No good can come from having more alcohol in our community
To the Editor:
Although there has been far too little publicity about it, the citizens of Williamsburg are scheduled to have an election on June 28, 2016. The issue is whether to have wide open alcohol sales, just as Corbin now has. Unless I, or someone I know, should be killed as a result of a “Yes” vote, it will make little difference to me since I am 83 years old, don’t drink anyhow and all my family live elsewhere. Nevertheless, in over 26 years as a judge and a total of 57 years as an attorney, I’ve seen far too much human misery caused by alcohol to remain silent when any increased availability of that substance is proposed.
“He never hits me except when he’s been drinking.” “Judge, I wouldn’t have done that I’d not been drinking.” “I didn’t mean to do it, I’d just had a little too much to drink.” “I don’t remember what happened, I must have blacked out.”
These and countless others like them are heard frequently in nearly every courtroom.
They reflect broken homes, battered wives and children, traffic deaths-and criminal acts.

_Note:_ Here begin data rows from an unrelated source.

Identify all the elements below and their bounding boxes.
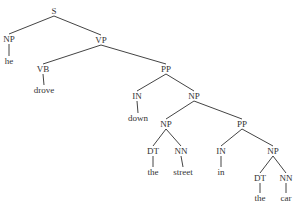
tree-edge bbox=[166, 129, 181, 146]
word-leaf: drove bbox=[34, 86, 55, 95]
word-leaf: the bbox=[255, 194, 266, 203]
word-leaf: car bbox=[281, 194, 292, 203]
word-leaf: he bbox=[5, 57, 14, 66]
tree-node-np: NP bbox=[267, 147, 279, 156]
tree-node-nn: NN bbox=[280, 174, 293, 183]
tree-edge bbox=[166, 101, 194, 119]
tree-node-dt: DT bbox=[254, 174, 266, 183]
tree-node-vp: VP bbox=[95, 36, 107, 45]
tree-edge bbox=[9, 16, 54, 34]
tree-node-vb: VB bbox=[37, 65, 50, 74]
tree-edge bbox=[166, 74, 194, 91]
tree-edge bbox=[194, 101, 242, 119]
tree-node-pp: PP bbox=[161, 65, 171, 74]
tree-node-in: IN bbox=[216, 147, 226, 156]
tree-node-s: S bbox=[51, 7, 56, 16]
tree-edge bbox=[101, 45, 166, 64]
tree-edge bbox=[43, 74, 44, 85]
tree-node-np: NP bbox=[188, 92, 200, 101]
tree-node-np: NP bbox=[160, 120, 172, 129]
tree-node-nn: NN bbox=[175, 147, 188, 156]
tree-edges bbox=[0, 0, 293, 202]
tree-edge bbox=[221, 129, 242, 146]
word-leaf: down bbox=[128, 114, 148, 123]
tree-edge bbox=[181, 156, 183, 167]
tree-edge bbox=[273, 156, 286, 173]
word-leaf: the bbox=[148, 168, 159, 177]
tree-edge bbox=[54, 16, 101, 35]
tree-edge bbox=[137, 101, 138, 113]
tree-edge bbox=[153, 129, 166, 146]
tree-edge bbox=[137, 74, 166, 91]
word-leaf: in bbox=[217, 168, 224, 177]
tree-edge bbox=[43, 45, 101, 64]
tree-node-in: IN bbox=[132, 92, 142, 101]
tree-node-np: NP bbox=[3, 35, 15, 44]
tree-node-pp: PP bbox=[237, 120, 247, 129]
word-leaf: street bbox=[173, 168, 193, 177]
tree-edge bbox=[242, 129, 273, 146]
tree-node-dt: DT bbox=[147, 147, 159, 156]
tree-edge bbox=[260, 156, 273, 173]
parse-tree-diagram: SNPheVPVBdrovePPINdownNPNPDTtheNNstreetP… bbox=[0, 0, 293, 202]
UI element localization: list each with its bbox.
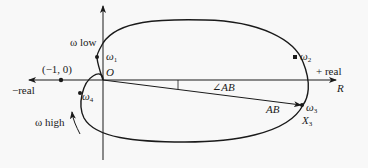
w1-symbol: ω	[106, 50, 114, 62]
w2-label: ω2	[300, 51, 311, 64]
omega-high-label: ω high	[35, 117, 65, 128]
nyquist-curve	[81, 20, 308, 142]
point-w1	[95, 55, 99, 59]
w4-sub: 4	[90, 96, 94, 104]
w2-sub: 2	[308, 56, 312, 64]
w3-symbol: ω	[306, 101, 314, 113]
w1-label: ω1	[106, 51, 117, 64]
negative-real-label: −real	[12, 85, 35, 96]
real-axis-name: R	[337, 83, 344, 94]
x3-label: X3	[302, 115, 312, 128]
w1-sub: 1	[114, 56, 118, 64]
x3-symbol: X	[302, 114, 309, 126]
origin-label: O	[106, 67, 114, 78]
magnitude-label: AB	[266, 104, 279, 115]
minus-one-label: (−1, 0)	[42, 64, 72, 75]
w3-sub: 3	[314, 107, 318, 115]
omega-high-arrow	[72, 112, 80, 134]
point-w2	[293, 55, 297, 59]
x3-sub: 3	[309, 120, 313, 128]
ab-vector	[103, 80, 301, 105]
positive-real-label: + real	[316, 66, 341, 77]
nyquist-diagram: ω low ω1 ω2 (−1, 0) O + real R −real ∠AB…	[0, 0, 368, 168]
w4-symbol: ω	[82, 90, 90, 102]
angle-label: ∠AB	[212, 82, 235, 93]
point-w3	[300, 103, 304, 107]
w4-label: ω4	[82, 91, 93, 104]
point-minus-one	[59, 78, 63, 82]
diagram-graphics	[0, 0, 368, 168]
omega-low-label: ω low	[70, 37, 97, 48]
w2-symbol: ω	[300, 50, 308, 62]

Since alcohol is generally available now you may wonder what difference it would make. Beyond any doubt the major difference is the impression upon a young child who grows up seeing the refrigerator in his home stocked with beer or a bar full of hard liquor, playing a prominent part of his family life and alcohol prominently displayed for sale in his grocery store or the family gas station. The message is that alcohol is not only normal but a good thing. That message however, is a lie
A “Yes” vote will make our families less secure, the mothers and children in them less safe, their marriages less enduring, our crime rate ever larger and our highways more dangerous
It only takes a little effort to go to the polls on June 28 and vote “No.” If you live in Williamsburg, I ask you, for the future of our city, the safety of our families and the safety of all to please do that and ask your friends to do the same.